As the investigation continues, Okamura has confirmed that Muramaru has been banned from campus. Yet the school community remains caught between silence and confusion, still searching for clarity and accountability.
This rush to fill the void with speculation has real consequences. It complicates an already fraught emotional and legal landscape while risking the retraumatization of those directly involved. We do not write this to condemn students for seeking answers—the desire to understand, especially in such a serious and unsettling situation, is natural. But seeking understanding is fundamentally different from speculation. Unchecked speculation not only fails survivors; it actively silences them. It drowns out the possibility of genuine accountability beneath a flood of noise.

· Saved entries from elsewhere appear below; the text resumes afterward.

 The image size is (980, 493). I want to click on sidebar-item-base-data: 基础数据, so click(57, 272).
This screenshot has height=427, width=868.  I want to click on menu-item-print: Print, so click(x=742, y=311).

This tension between transparency and privacy, urgency and discretion, is not unique to McKinley High. Across the country, sexual assault cases in schools often navigate these same difficult waters. According to a 2023 report from the U.S. Department of Education’s Office for Civil Rights, more than 15,000 incidents of sexual violence were reported in public K–12 schools in a single year. Experts agree that countless more go unreported, hidden behind fear, shame, or distrust in the system.
Schools cannot begin to address what remains unnamed. And students cannot respond responsibly to what they do not fully understand. The pressing question, then, is how a community can create space for honesty while respecting the privacy and dignity of those most affected.

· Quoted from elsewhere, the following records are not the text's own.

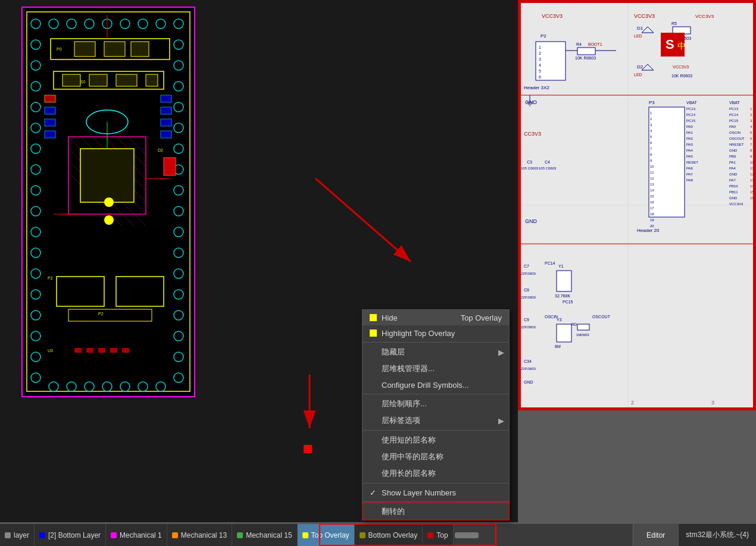  I want to click on editor-tab: Editor, so click(655, 535).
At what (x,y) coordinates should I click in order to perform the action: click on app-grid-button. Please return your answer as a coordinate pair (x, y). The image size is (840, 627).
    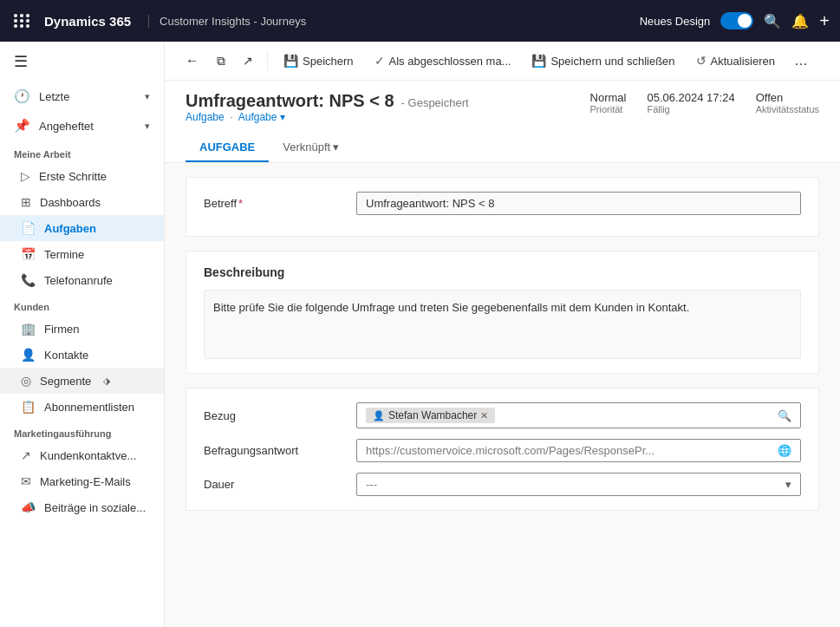
    Looking at the image, I should click on (23, 21).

We must resist the urge to turn trauma into spectacle. This is not a true crime story or a drama unfolding for entertainment. These are real people—teachers, classmates, friends—whose lives will be forever shaped by what happened and by how the community chooses to respond.
We must examine the structures that allowed this situation to arise. Many students have raised questions about the school’s hiring and oversight practices. Muramaru, a long-term substitute teaching math, English, and special education classes, was subject to the school’s policies. According to Principal Okamura, all staff—including substitutes—undergo training on the teacher code of conduct, with violations carrying consequences ranging from disciplinary action to termination. Yet the broader concern remains: Are these safeguards sufficient? And are they enforced with the urgency this situation demands?
We must confront the role of silence—not just the silence of institutions constrained by legal and bureaucratic boundaries, but the silence between individuals. While the administration may have acted cautiously, the student body was not bound by such constraints. Yet too often, unverified information was amplified instead of calls for truth and support. That silence—the absence of accountability, of reflection, of simply asking, “How can I help?”—can be more deafening than any words.
This moment calls for more than grief or anger. It demands growth. More than reaction, it demands responsibility. As students, we hold immense power—in our voices, in our platforms, and in our choices. We can use that power to uplift, to correct misinformation, and to show care. Or we can use it to harm, even unintentionally.
We urge our peers to choose the former: to pause before sharing rumors for the sake of conversation, to consider the weight of their words, to prioritize truth over speed and dignity over drama. This is how we begin to restore trust—not just in our institutions, but in each other.
This situation is far from resolved. As new facts may emerge, our community will be tested again. But the actions we take now will define what kind of school McKinley becomes in the months ahead. Let us ensure it is one we can all be proud of.